It seems like there will be more than enough to cover by the year’s end regarding issues both political and economic. As a recap, I took the time to compile a list of milestones that define the time/space continuum between January and April 2008.
At the start of January, the U.S. Presidential Elections was already under the media spotlight. The first dozen primaries served as a sorting process for the candidates, calling for some to declare their withdrawl and others to feel confident that they may in fact gain their party’s nomination. For the Democrats, its left Clinton and Obama warring with one up and until this very day and for Republicans, its left McCain with no contender for the nomination. With regards to major controversies, McCain has only been pestered with the question of actual citizenship (since he was born and raised on a military base near the Panama Canal), aside for the regular political rhetoric. But amongst the Democrats, both Clinton and Obama have had their share of major upsets. Clinton is still dealing with the ramifications of her Bosnia “sniper fire” contradiction and Obama has been trying to downplay his relationship to a pastor with inflammatory sermons. All the while, Ron Paul and Ralph Nader continue to go unnoticed but still remain in the race.
On matters regarding economics, December ’07 and January ’08 were like day and night. The media started getting a hint a foreclosure rates, but those numbers were confirmed in late march sending a panic through the housing industry. Later onward, it was realized that those very same mortgage defaults had been bundled into financial instruments called Collateral Debt Obligations (CDOs) which were sold of to investors who really didn’t understand the risk entailed with those securities. In response, the Federal Reserve surprisingly lowered interest rates and tried to facilitate more liquidity. When a major investment bank by the name of Bear Stearns almost went bankrupt almost overnight, JP Morgan stepped in and bought it. That action and its approval by the Fed sent many economists debating it as necessary but also the worst policy decision ever made. And then came other write downs throughout the financial sector by large investment banks. They’ve only began to reckon with their investments in CDOs, that may not necessarily have rates of returns as they had originally expected. As for commodities, prices have sky rocketed especially amongst the popular ones like oil, copper, corn and etc.
Iraq is as it has been; a status quo on the surface but a slowly changing unit of measurement that may define the fate of the region in the long run.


* REQUIRED WORK
With "Poor" as the search word, show every line of the material that has it.

* DATA FOR THE TASK
*** Block opens ***

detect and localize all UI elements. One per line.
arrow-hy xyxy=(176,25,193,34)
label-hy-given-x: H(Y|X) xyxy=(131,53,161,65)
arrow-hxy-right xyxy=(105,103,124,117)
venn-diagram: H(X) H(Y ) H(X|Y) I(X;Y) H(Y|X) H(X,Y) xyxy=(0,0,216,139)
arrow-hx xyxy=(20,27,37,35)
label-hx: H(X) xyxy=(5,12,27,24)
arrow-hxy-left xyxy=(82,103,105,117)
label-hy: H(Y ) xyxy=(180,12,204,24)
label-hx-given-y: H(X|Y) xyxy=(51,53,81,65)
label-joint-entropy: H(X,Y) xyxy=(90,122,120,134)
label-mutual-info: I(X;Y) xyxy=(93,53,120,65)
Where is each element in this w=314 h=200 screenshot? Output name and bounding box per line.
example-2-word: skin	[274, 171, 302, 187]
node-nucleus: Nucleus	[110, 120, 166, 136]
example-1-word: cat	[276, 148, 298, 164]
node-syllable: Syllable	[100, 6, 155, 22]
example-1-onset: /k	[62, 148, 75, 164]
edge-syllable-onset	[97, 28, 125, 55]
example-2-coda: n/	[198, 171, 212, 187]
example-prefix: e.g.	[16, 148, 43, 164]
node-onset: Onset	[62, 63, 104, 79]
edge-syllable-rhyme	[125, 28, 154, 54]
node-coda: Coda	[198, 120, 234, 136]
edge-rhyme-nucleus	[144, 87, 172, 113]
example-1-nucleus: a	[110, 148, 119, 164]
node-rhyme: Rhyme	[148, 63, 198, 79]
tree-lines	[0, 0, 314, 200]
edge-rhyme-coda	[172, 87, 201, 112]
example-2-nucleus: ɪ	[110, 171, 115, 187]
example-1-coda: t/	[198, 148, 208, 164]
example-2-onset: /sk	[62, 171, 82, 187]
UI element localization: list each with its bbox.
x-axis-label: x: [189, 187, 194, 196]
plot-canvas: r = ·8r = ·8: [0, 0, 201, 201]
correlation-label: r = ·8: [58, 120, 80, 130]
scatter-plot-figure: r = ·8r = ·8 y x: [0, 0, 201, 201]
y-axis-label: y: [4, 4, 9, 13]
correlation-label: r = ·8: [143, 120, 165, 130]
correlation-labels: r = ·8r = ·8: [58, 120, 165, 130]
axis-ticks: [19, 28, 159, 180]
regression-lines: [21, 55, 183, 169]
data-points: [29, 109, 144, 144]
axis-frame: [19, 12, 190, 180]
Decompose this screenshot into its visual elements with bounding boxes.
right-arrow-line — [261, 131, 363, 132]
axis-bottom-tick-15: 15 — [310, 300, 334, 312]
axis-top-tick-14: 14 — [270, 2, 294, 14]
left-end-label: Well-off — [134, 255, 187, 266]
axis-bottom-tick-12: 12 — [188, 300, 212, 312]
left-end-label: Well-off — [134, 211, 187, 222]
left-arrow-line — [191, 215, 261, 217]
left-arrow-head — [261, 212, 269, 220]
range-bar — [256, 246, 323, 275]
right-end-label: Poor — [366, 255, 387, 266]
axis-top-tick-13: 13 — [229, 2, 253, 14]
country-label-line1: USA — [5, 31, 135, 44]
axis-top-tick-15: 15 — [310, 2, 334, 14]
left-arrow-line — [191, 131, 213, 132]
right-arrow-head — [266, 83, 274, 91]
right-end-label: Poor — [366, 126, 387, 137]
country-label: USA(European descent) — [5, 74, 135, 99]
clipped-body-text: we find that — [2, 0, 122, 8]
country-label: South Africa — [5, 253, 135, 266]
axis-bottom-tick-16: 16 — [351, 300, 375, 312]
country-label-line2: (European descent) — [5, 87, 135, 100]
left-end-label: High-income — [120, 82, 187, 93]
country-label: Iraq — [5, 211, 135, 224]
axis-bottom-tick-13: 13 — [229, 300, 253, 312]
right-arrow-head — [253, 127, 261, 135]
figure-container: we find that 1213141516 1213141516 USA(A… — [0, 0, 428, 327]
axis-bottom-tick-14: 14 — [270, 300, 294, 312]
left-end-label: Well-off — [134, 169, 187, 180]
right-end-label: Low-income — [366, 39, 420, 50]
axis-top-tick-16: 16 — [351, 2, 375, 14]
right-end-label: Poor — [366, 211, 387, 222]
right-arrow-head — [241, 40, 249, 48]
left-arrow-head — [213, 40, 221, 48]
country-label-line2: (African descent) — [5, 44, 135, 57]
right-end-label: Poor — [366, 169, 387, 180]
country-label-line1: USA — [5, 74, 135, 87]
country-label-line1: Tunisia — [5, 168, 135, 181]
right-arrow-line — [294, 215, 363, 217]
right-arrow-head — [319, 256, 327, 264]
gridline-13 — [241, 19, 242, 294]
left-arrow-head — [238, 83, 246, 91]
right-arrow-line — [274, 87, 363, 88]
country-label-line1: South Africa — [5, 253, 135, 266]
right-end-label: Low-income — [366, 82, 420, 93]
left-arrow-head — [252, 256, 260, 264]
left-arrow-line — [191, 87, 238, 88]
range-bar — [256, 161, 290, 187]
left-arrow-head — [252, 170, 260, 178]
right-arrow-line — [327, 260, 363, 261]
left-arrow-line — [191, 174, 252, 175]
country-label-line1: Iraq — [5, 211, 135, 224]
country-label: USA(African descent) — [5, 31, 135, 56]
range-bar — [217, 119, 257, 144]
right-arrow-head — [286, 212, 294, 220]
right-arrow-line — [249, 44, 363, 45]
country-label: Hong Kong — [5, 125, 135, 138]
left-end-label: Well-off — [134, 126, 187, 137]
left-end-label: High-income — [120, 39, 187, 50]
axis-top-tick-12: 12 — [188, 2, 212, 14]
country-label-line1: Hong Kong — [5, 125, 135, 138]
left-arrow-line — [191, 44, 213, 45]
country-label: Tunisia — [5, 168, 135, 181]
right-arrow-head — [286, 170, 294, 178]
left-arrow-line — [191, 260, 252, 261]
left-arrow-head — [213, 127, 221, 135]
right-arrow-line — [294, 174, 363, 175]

*** Block closes ***
*** Block opens ***

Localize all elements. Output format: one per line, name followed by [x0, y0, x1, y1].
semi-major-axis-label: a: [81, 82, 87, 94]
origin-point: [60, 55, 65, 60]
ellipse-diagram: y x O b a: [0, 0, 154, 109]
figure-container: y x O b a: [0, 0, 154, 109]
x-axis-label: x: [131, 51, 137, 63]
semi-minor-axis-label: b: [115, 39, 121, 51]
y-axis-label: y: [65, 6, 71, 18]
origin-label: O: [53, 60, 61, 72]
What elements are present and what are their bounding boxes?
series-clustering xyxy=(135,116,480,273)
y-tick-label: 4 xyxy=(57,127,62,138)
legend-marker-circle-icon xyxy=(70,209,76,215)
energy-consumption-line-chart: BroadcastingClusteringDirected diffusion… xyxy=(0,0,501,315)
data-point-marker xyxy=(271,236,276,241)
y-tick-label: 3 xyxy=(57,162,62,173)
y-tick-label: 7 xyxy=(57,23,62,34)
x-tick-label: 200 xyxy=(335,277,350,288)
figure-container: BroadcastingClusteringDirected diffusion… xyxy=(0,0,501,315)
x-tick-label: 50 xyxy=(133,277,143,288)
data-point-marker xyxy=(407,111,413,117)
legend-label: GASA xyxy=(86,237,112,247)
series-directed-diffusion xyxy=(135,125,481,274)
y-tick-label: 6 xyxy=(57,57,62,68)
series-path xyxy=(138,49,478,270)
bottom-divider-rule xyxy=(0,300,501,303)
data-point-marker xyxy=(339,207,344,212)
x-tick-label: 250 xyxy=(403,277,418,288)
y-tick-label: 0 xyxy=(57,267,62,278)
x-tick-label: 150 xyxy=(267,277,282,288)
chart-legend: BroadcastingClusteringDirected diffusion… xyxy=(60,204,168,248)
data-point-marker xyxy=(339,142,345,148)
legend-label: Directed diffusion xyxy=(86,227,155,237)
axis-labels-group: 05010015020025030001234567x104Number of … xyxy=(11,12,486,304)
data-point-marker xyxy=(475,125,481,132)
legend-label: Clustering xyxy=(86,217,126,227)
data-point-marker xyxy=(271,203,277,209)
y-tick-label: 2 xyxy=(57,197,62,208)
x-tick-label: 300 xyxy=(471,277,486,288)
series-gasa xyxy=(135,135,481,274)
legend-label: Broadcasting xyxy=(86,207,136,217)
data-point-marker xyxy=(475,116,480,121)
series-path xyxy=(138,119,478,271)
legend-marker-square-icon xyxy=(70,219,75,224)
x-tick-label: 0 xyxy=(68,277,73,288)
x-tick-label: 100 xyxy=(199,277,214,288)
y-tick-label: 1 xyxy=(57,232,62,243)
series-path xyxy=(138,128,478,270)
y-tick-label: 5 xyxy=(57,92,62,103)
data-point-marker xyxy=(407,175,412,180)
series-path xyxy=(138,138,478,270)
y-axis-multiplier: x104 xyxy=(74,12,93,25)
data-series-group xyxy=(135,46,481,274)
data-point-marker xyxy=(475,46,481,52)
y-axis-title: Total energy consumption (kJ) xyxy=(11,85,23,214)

*** Block closes ***

* SOLUTION FOR THIS PROBLEM
right-end-label: Poor — [366, 255, 387, 266]
right-end-label: Poor — [366, 126, 387, 137]
right-end-label: Poor — [366, 211, 387, 222]
right-end-label: Poor — [366, 169, 387, 180]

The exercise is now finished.